A blog by Luke Akehurst about politics, elections, and the Labour Party - With subtitles for the Hard of Left. Just for the record: all the views expressed here are entirely personal and do not necessarily represent the positions of any organisations I am a member of.

Wednesday, February 14, 2007

Reaching the audiences that matter most

If I was advising a Deputy Leadership contender I would be telling them to remember not just to get coverage in the publications read by Labour activists: the Guardian, the Indie, the Observer, New Statesman, Tribune, the Mirror, but also those read by rank-and-file trade union members - other tabloid papers, trade press for particular jobs that are heavily unionised, in-house union journals etc.

Hilary Benn is interviewed today in that well-known organ of the British centre-left, the Financial Times. Which must be read by at least a dozen people with votes in the deputy leadership election.

8 Comments:

Anonymous Anonymous said...

In fairness, it backed Labour (because of Ed Balls, adnmittedly) in 1992 - and I have a suspicion it was the only paper to do so.

11:32 am, February 14, 2007

 
Anonymous Anonymous said...

Wrong! During my many years working on the factory floor I knew of many other trade union activists who, like me, avidly read the FT. When asked, some would say: "keep your friends close, your enemy closer", others: "the FT, along with the Morning Star, are the only newspapers written by journalists who have an understanding of dialectic materialism".

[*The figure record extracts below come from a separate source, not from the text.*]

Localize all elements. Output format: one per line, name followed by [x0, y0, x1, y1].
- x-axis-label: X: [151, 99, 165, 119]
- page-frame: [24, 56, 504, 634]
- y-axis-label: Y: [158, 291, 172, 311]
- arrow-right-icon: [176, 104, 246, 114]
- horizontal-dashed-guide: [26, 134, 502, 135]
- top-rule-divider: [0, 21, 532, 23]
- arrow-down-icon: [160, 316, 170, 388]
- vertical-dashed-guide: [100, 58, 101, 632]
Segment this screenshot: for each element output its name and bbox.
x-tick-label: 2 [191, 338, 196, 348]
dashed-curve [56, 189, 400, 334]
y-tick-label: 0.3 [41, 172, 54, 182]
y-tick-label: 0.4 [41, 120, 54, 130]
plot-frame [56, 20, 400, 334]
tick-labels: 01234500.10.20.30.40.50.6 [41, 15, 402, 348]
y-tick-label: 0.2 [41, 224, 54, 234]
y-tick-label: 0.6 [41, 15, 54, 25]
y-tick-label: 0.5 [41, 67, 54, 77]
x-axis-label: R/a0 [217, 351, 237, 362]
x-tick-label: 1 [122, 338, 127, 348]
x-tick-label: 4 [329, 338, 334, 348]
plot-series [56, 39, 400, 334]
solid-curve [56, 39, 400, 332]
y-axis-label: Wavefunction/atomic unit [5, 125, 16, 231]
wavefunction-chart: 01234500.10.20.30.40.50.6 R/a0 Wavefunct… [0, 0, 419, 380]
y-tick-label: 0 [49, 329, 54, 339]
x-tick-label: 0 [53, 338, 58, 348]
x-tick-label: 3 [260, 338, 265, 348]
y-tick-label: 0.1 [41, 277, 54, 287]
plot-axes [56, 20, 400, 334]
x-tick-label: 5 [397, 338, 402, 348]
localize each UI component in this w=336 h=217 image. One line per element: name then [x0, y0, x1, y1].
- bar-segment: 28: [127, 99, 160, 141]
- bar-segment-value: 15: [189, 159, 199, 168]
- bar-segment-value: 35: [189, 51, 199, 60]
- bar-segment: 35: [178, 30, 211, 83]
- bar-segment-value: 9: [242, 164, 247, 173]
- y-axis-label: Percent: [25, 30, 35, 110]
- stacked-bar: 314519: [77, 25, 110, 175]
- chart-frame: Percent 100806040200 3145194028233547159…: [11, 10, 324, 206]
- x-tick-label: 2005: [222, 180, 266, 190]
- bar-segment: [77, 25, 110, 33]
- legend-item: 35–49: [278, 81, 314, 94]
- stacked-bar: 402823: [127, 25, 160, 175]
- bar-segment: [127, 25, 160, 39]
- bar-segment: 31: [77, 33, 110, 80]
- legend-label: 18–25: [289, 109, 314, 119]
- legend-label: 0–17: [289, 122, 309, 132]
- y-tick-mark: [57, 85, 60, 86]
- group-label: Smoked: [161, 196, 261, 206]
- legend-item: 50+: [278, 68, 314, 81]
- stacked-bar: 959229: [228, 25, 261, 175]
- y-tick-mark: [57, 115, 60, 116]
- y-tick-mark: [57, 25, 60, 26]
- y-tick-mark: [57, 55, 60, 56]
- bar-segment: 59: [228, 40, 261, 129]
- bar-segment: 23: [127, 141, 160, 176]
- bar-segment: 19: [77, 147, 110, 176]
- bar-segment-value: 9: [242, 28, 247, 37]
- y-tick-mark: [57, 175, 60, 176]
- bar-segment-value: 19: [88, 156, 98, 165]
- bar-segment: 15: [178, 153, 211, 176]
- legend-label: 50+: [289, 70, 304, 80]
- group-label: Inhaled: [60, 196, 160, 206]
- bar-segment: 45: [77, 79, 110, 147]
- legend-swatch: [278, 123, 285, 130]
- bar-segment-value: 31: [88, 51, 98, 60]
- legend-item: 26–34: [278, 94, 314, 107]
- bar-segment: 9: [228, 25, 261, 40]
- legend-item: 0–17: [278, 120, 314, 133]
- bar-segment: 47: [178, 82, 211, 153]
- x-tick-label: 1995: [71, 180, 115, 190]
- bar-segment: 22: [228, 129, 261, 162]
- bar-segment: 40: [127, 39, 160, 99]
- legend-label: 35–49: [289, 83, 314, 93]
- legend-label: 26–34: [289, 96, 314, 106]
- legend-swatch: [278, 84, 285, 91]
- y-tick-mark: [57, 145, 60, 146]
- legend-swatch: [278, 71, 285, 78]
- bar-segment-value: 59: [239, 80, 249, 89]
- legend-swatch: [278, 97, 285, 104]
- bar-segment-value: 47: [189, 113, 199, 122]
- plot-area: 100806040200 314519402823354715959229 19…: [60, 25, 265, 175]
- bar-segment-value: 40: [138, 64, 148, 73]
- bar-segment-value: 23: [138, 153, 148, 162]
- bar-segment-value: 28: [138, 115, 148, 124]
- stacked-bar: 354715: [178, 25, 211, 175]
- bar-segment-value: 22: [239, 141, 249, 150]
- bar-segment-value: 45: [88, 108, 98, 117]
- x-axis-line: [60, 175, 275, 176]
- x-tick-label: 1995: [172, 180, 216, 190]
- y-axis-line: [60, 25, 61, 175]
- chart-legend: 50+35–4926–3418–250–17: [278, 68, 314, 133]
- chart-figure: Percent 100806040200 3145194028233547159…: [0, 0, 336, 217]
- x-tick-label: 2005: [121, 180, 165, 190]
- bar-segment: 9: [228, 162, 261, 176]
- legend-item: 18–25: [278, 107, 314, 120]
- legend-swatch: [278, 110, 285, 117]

Sometimes the FT's opinion-based "editor's" column has backed Labour, sometimes it's backed the Tories, but the main editorial material in the FT never insults its reader with party political bias.

Do you know of one single daily publication which has consistently had a half-page (a real half-page, none of this silly tabloid stuff) dedicated to "labour"? The FT probably devotes more column inches to labour relations and trade union activities than any other newspaper in the UK (with the exception of the Morning Star).

And while each copy of the Morning Star is probably read by one reader, (i.e. the purchaser, who furtively hides it in the middle of his Daily Mirror) - each copy of the FT is frequently cut up and the relevant section photocopied, then read by approximately 25 people.

Luke, mate, you've a very jaundiced view of the working class!

11:51 am, February 14, 2007

 
Anonymous Anonymous said...

It's easier to buy hard core Danish pornography than the Financial Times where I'm from.

11:56 am, February 14, 2007

 
Blogger Manchester University Labour Club said...

The FT is the only paper with no political bias

12:09 pm, February 14, 2007

 
Anonymous Anonymous said...

One of their writers, Alan Beattie, is ex an Labour party slate sabbatical...

I suspect the FT is probably more favourable to the left than you'd first imagine

2:54 pm, February 14, 2007

 
Blogger Luke Akehurst said...

I like the FT (have to read it at work) and yes Alan B was a contemporary of mine in NOLS, I'm not questioning that it is editorially pro-new Labour, it's just an odd place to place an interview re. the DL election as its readership is small and unlikely to have votes in the contest.

3:06 pm, February 14, 2007

 
Blogger HenryG said...

Peter Hain had a less than fortunate interview in the Daily Mail before Christmas. Arguably even fewer readers from the movement read the Mail - though as The Daily point out, maybe this was a good thing:

http://the-daily.org/2006/12/08/hain-the-final-frontier/

4:23 pm, February 14, 2007

 
Anonymous Anonymous said...

My goodness, have we reached a point where we all agree on something?